▶ _ENTRIES SHOWN_
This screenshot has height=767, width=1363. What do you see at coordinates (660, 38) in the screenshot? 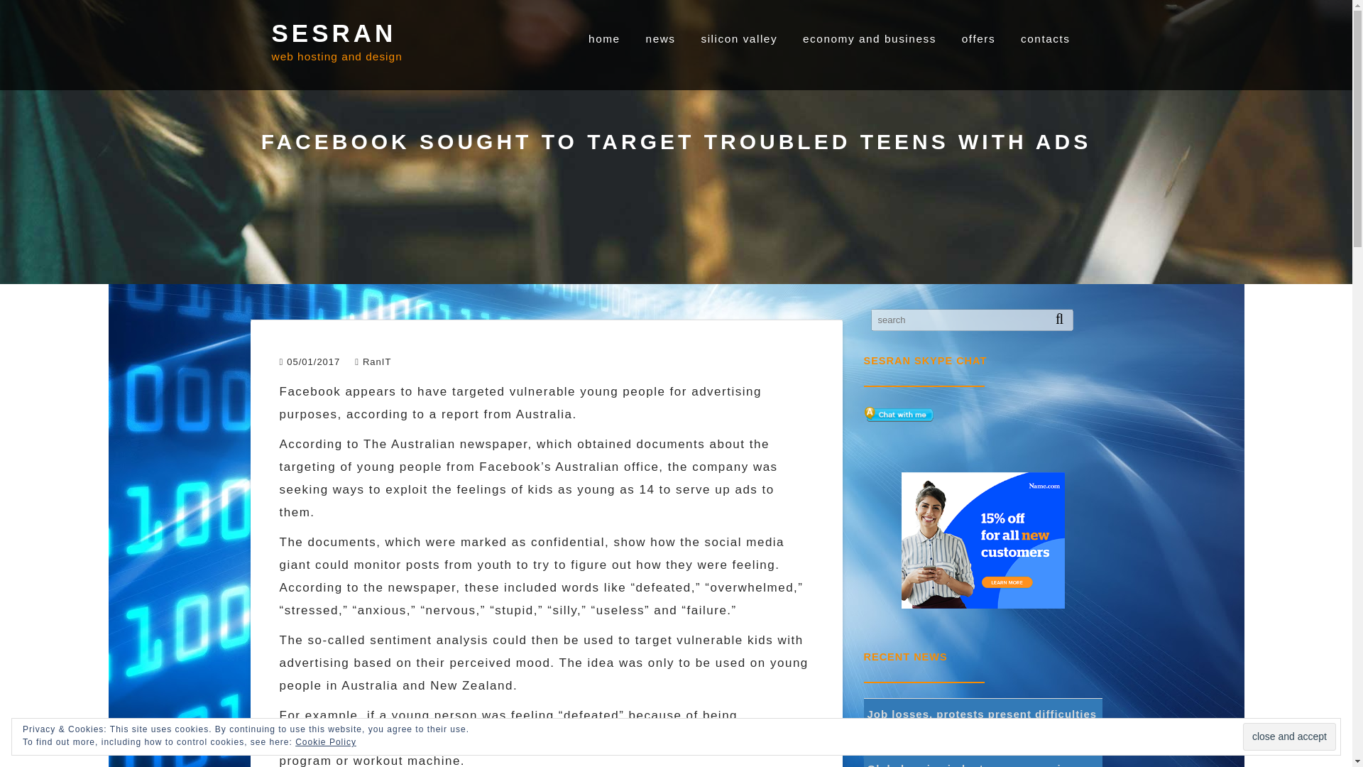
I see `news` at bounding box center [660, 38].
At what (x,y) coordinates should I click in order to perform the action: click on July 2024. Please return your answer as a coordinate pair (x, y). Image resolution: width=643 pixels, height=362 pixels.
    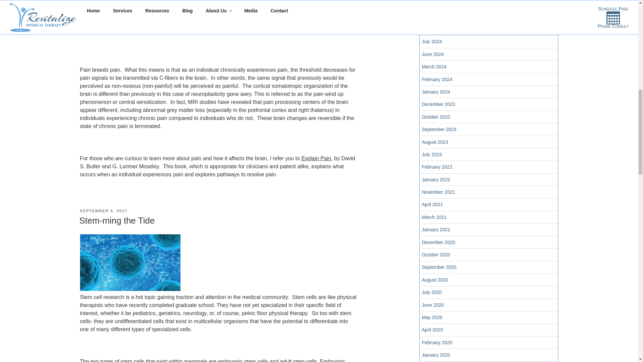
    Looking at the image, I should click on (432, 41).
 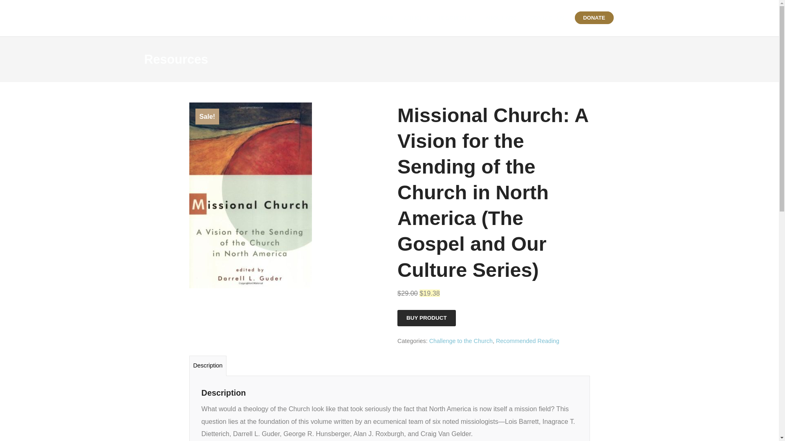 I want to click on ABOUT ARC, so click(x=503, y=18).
--
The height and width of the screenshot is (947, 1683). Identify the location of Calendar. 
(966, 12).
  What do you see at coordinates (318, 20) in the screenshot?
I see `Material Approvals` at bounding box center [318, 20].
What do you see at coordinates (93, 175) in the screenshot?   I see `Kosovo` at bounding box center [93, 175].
---
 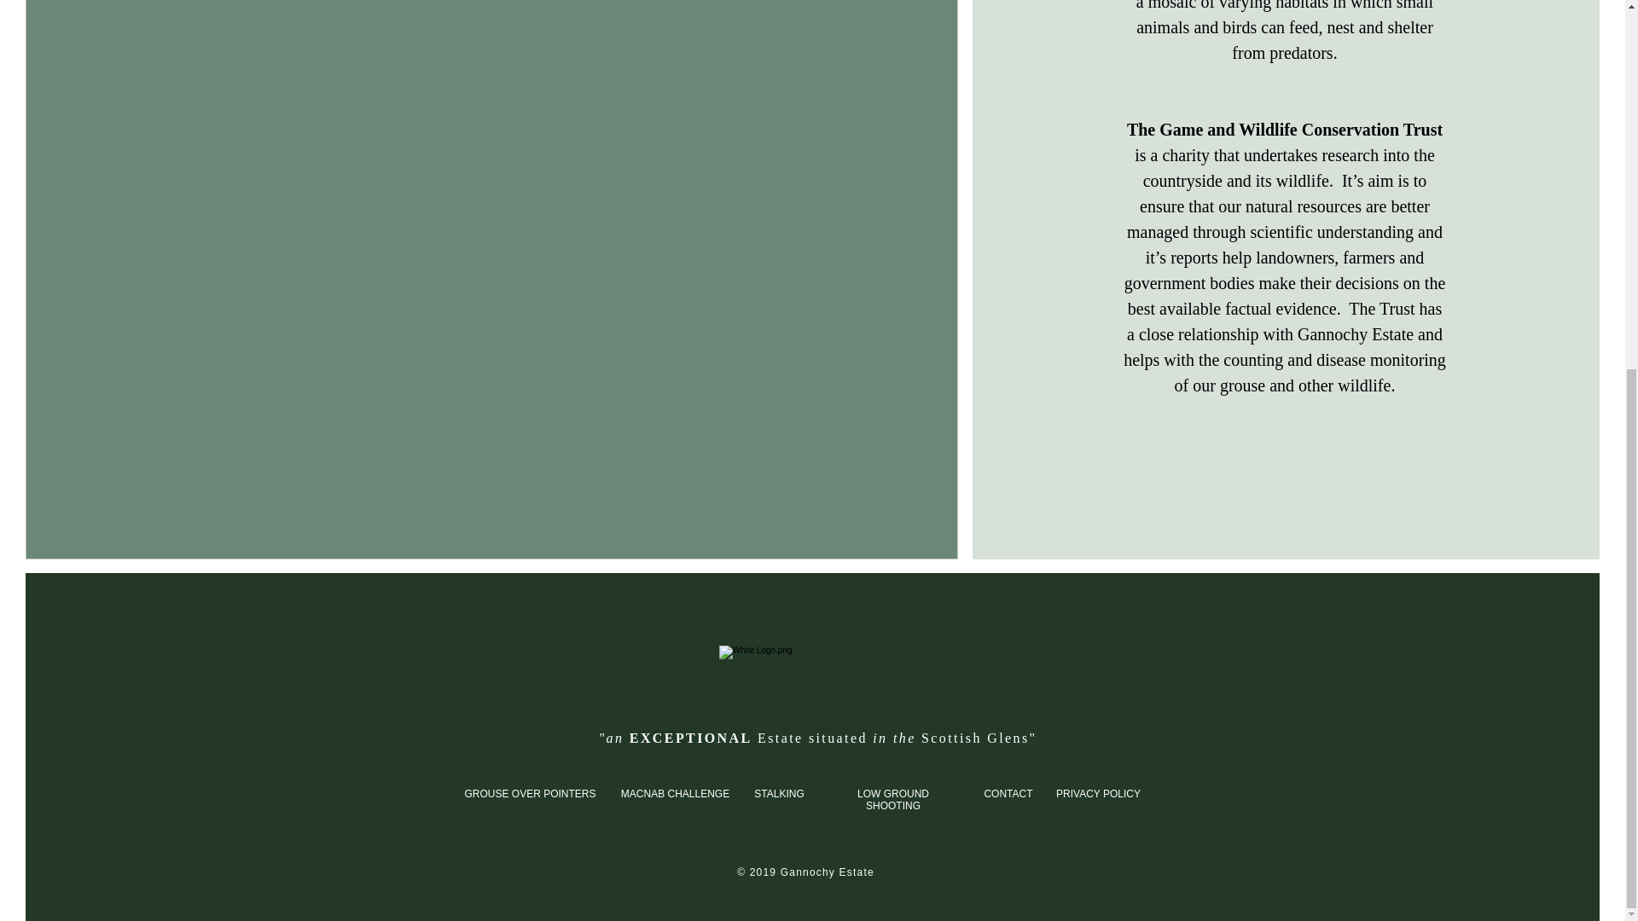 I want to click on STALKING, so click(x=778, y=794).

▶ _TASK DETAILS_
The exact lines of the material above starting at the one that contains "The height and" and ending at the one that contains "What do you see at coordinates (93, 175)" are what to retype; leave out everything else.

▶ _YOUR SOLUTION_
The height and width of the screenshot is (947, 1683). Identify the location of Calendar. 
(966, 12).
  What do you see at coordinates (318, 20) in the screenshot?
I see `Material Approvals` at bounding box center [318, 20].
What do you see at coordinates (93, 175) in the screenshot?   I see `Kosovo` at bounding box center [93, 175].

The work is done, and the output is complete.